Usually not. Standard HO-3 policies exclude 'earth movement,' which includes soil settling, expansion, and shifting, and that is the cause of most residential foundation damage. Foundation repair is covered only when a separate covered peril, like a burst pipe or a vehicle hitting the house, directly caused the damage.
What is the earth movement exclusion?
It is a standard clause in nearly every homeowners policy that excludes damage from the ground moving, including settlement, soil expansion and contraction, sinkholes, landslides, and earthquakes. Because expansive clay soil and normal settling drive most foundation problems, this single clause is why most foundation claims are denied.
Will insurance cover foundation damage from a plumbing leak?
Often yes, if the leak was sudden and accidental rather than long and slow. A pipe that bursts under the slab and erodes the soil is generally a covered peril. A drip you knew about for months that gradually undermined the foundation is usually denied as a maintenance issue. The water damage from the leak is more likely covered than the cost to access and fix the pipe itself.

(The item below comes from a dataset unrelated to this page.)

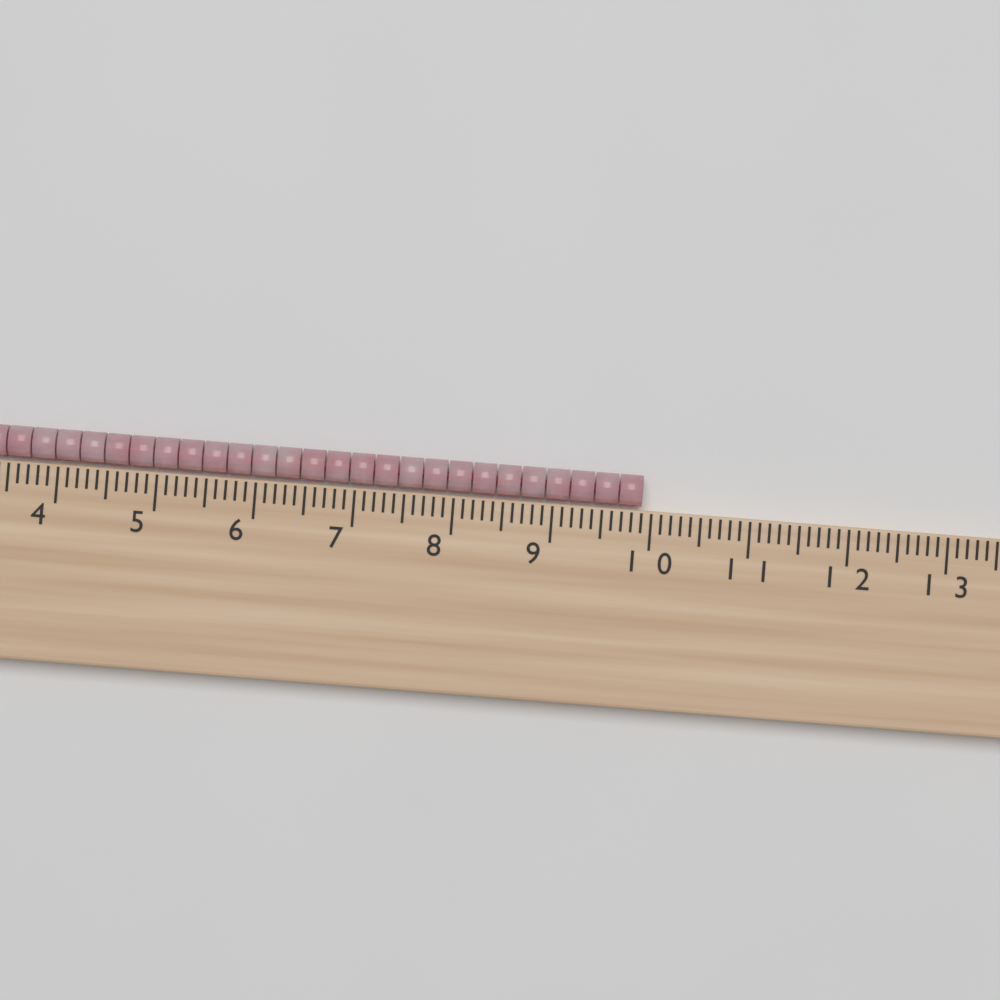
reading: 9.9 cm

My foundation claim was denied. What can I do?
Read the denial letter for the exact clause cited, then get an independent assessment from a structural engineer who can document the cause. If the cause was a covered peril and the adjuster attributed it to earth movement, that engineer's letter is your strongest tool. You can request reconsideration, hire a public adjuster, or file a complaint with your state insurance department through the NAIC.